BBH has recently embarked on a much-needed and much-welcome crusade against what they labeled as Wind Tunnel Marketing, emphasizing how consumer research makes innovation and differentiation less likely to happen.

So, is research bad?

As always, it’s a complicated matter. Let’s distinguish between exploratory research (that will be discussed in this post) and confirmatory research (that will follow in the next one). Let’s define exploratory research as what you do when you don’t know what to do, whether we’re talking about a product launch, an advertising strategy or virtually any business issue. In this case turning to your users sounds like a good idea, but:

  • People don’t know what they will want in the future: as Henry Ford put it, “If I’d asked my customers what they wanted, they’d have said a faster horse”. And you can’t blame them for that: figuring out the future of your industry is your job, you shouldn’t ask them to do it for you.
  • People don’t know what they want today: “Consumers’ ability to discriminate and make consistent preferences is low, and lower that they believe it is” (P. Raghubir, “The sense and nonsense of consumer product testing”)
  • People lie: according to a survey that we run when I was working on a toiletries brand, consumers replaced their toothbrush once a month. If that were true, we could have all retired and moved to Florida. (However, lies themselves can be quite insightful…)

All in all, we’re asking consumers to look at our life and make it easier, while we should be looking at their life and make it better.

Having said this, exploratory research can still be incredibly valid and valuable, and here are some tips to make it work:

  • Diversify your methodology: when a fellow planner from my Publicis days was working on a beer brand, he knew that if he used focus groups he wouldn’t have gotten many actionable insights from a bunch of teens locked into an office and put under scrutiny by an adult moderator. So he opted instead for ethnographic research, going out with them for a few weekends in a row (yes, advertising can be a tough job!) and observing group dynamics first hand. What he got out of it was a promising insight that no competitors had been working on yet, and that led to a campaign that didn’t look like a buddy com or a soft-porn.
  • Diversify your participants: don’t just talk to current users v non-users; talk to former users of your product; to recent adopters; talk to the distributors and the influencers; talk to those who designed it and built it; to the person who came up with the idea for it. There’s a wealth of interesting insights behind a product, and all of them could be inspiring, provided that they can generate a human response.
  • Look for unexpected analogies: people wouldn’t know how they’d react to the change that you’re about to bring in your industry, but they might have experienced something similar in a very different environment. For instance, there are similarities between mobile phones and politics; or between The Economist and a toilet cleaner. (No offense intended for either of them!)
  • Diversify your inputs: It’s hard to be imaginative while questioned by a stranger amidst other strangers, in an estranged environments.

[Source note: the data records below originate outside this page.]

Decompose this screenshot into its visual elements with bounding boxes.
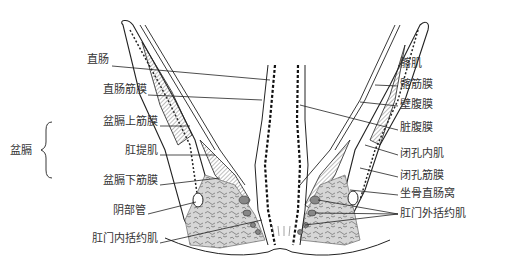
label-rectal-fascia: 直肠筋膜 <box>103 84 147 96</box>
label-pudendal-canal: 阴部管 <box>113 205 146 217</box>
label-iliacus: 髂肌 <box>400 58 422 70</box>
label-obturator-fascia: 闭孔筋膜 <box>400 170 444 182</box>
label-pelvic-diaphragm: 盆膈 <box>10 145 32 157</box>
label-levator-ani: 肛提肌 <box>125 145 158 157</box>
anatomy-drawing <box>0 0 507 271</box>
label-superior-fascia: 盆膈上筋膜 <box>103 116 158 128</box>
label-iliac-fascia: 髂筋膜 <box>400 79 433 91</box>
anatomy-figure: 直肠 直肠筋膜 盆膈上筋膜 肛提肌 盆膈下筋膜 阴部管 肛门内括约肌 盆膈 髂肌… <box>0 0 507 271</box>
right-pudendal-canal <box>348 191 358 205</box>
label-parietal-peritoneum: 壁腹膜 <box>400 99 433 111</box>
label-external-anal-sphincter: 肛门外括约肌 <box>400 208 466 220</box>
label-rectum: 直肠 <box>87 54 109 66</box>
label-visceral-peritoneum: 脏腹膜 <box>400 122 433 134</box>
label-ischioanal-fossa: 坐骨直肠窝 <box>400 188 455 200</box>
label-inferior-fascia: 盆膈下筋膜 <box>103 175 158 187</box>
left-pudendal-canal <box>193 193 203 207</box>
pelvic-diaphragm-brace <box>41 122 52 178</box>
label-internal-anal-sphincter: 肛门内括约肌 <box>92 233 158 245</box>
label-obturator-internus: 闭孔内肌 <box>400 148 444 160</box>
rectum <box>255 65 308 245</box>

Use stories and objects (people think better with their hands) to stimulate the imagination and whenever possible take them out of that brain-annihilating cage that is a focus group room!
  • Probe for more: don’t take the “what” into account, ask the “why”, and then again. And then again. If we asked a car manufacturer what’s good about his car, we wouldn’t be happy with “it’s got four wheels, and it takes you places”. We would keep probing, until something revealing comes out: maybe it’s safer than the last car he was driving with his family, maybe he was determined to make it look un-German… So why do we accept shallow answers when it comes to consumer research? (And yes, we do that more often that not)
  • Don’t care about what people say. Just like jazz, research is about the silences and the notes not played. A certain facial expression, a hesitation or a word not pronounced are more insightful than what people are willing to share.
  • Be invisible. Just like technology, the best research is invisible. Don’t ask, if you can simulate; don’t simulate, if you can make it happen for real.
  • Be clever. You have to be real f%&ing clever to make research work! If you think you don’t understand people, let someone else do it. If you think your research partners are less than world-star brilliant, fire them.

Exploratory research is a bit like jazz and technology, but very much like cars: if you know where you want to go, it can take you there faster and show you landscapes you wouldn’t have seen otherwise. But it can also take you to the middle of nowhere, or even worse get you killed. If you’re not a good driver, you shouldn’t be given the keys.


To be continued with confirmatory research...
Further reading here and here and especially here.